Sharon Grigsby is Deputy Editorial Page Editor at The Dallas Morning News. Her e-mail address is sgrigsby@dallasnews.com.

 

Talking with the community

We've been trying to learn all we can about southern Dallas since beginning our work last fall. Those whom we've met with or whose neighborhood seminars we've attended include:

Mayor Tom Leppert

City Council members Elba Garcia, Dwaine Caraway, Pauline Medrano, Tennell Atkins, Dave Neumann, Carolyn Davis, Vonciel Jones Hill.

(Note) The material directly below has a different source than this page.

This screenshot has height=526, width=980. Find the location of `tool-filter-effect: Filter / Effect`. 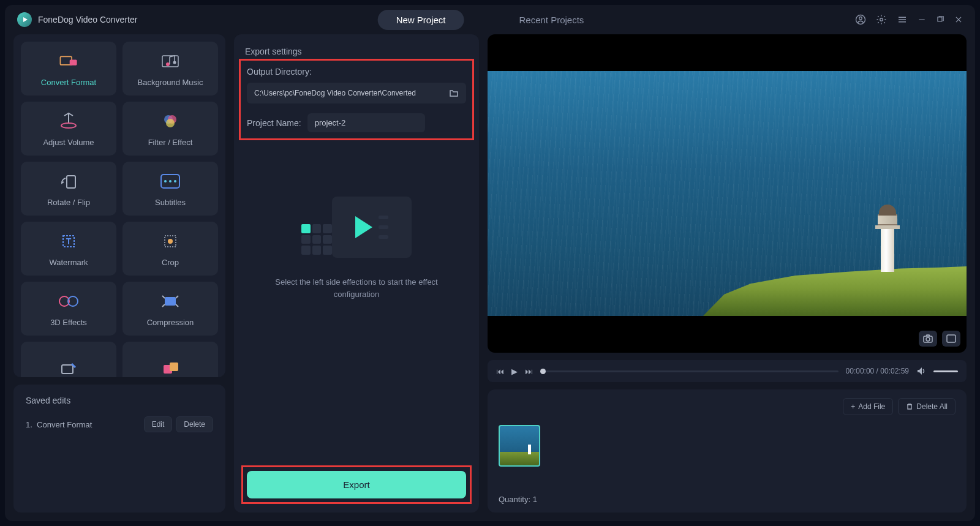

Darwin Bruce, Potter's House

Antonio DiMambro, urban planner

Theresa O'Donnell, city of Dallas economic development

Gerald Britt, Central Dallas Ministries

Michael Davis, city Plan Commission

Jon Edmonds, Frazier Revitalization Inc.

Jerome Garza, Dallas school board

Hank Lawson, Fair Park community leader

Tim Bray, The Williams Institute

James Washington, Dallas Weekly publisher

Bob Stimson, Oak Cliff Chamber of Commerce

DHA president and board members Ann Lott, Betty Culbreath and Thomas Karol

Casey Thomas, Dallas NAACP

Terrance Maiden, senior real estate developer

Alan Shor, developer

Frank Mihalopoulos, developer

Rich Hollander, analytics for commercial site-selections

Daniel Oney, city of Dallas economic development

City Manager Mary Suhm

DISD Superintendent Michael Hinojosa

Kim Olson, DISD chief human development officer

Former Mayor Ron Kirk

Michael Sorrell, Paul Quinn College president

Shawn Williams, Dallas South blog publisher

Joseph Hernandez, North Oak Cliff council candidate

State Sen. Royce West

The Rev. Frederick Haynes, Friendship-West Baptist pastor

Forest Turner, city of Dallas code compliance

Kirby Warnock, writer and Oak Cliff resident

Rickie Rush, Inspiring Body of Christ pastor

Pastor Richie Butler, Union Cathedral

Pastors Joe Zinser, Beatriz Pacheco, and Jackie Wickware, Pleasant Mound Methodist Church in Pleasant Grove

Marcia Page, Foundation for Community Empowerment

Arcilia Acosta, co-chair of Dallas Achieves and chairwoman of the Texas Association of Mexican-American Chambers of Commerce

Anna Hill, Dolphin Heights Neighborhood Association president

Janet Morrison, Sylvia Baylor and Wyshina Harris, Central Dallas Ministries/Turner Courts

Fernando Rubio, Austin College student and West Dallas resident

Jerry Killingsworth and Karl Zavitkovsky, city of Dallas economic development

Rawly Sanchez, Adamson High School principal

Martha Willard, James Madison High School principal

Dorothy Gomez, Greiner Middle School principal

Tony Tobar, Sunset High School principal

Omar Jahwar and Antong Lucky of Operation Rejuvenation

Calvin Stephens, consultant working with city to promote minority contracts

Arrick Jackson, University of North Texas criminal justice professor

Marc Levin, Texas Public Policy Foundation

Paul Tracy, University of Texas at Dallas sociologist

Levi Williams, Dallas Police Department

Roxann Pais, Dallas assistant city attorney

Magnus Lofstrom, UT-Dallas economics professor

Terri Walker, Region 10 Education Service Center

Jesse Gonzalez, Destination Graduation

Marcus Martin, Education is Freedom local CEO

Wenhua Di, Federal Reserve of Dallas

Paul Jargowsky, UT-Dallas public policy professor

Norman Henry, Builders of Hope CDC, West Dallas

John Greenan, Central Dallas Community Development Corp.

Riccardo Bodini, RW Ventures

Nathan Berg, UT-Dallas economics professor

Randy Rough, Endeavour Development, Milwaukee

Joseph Fackel, Buxton Corp.

Additionally, we've received about 100 suggestions as the result of a December column about the project and the "10 drops" packages.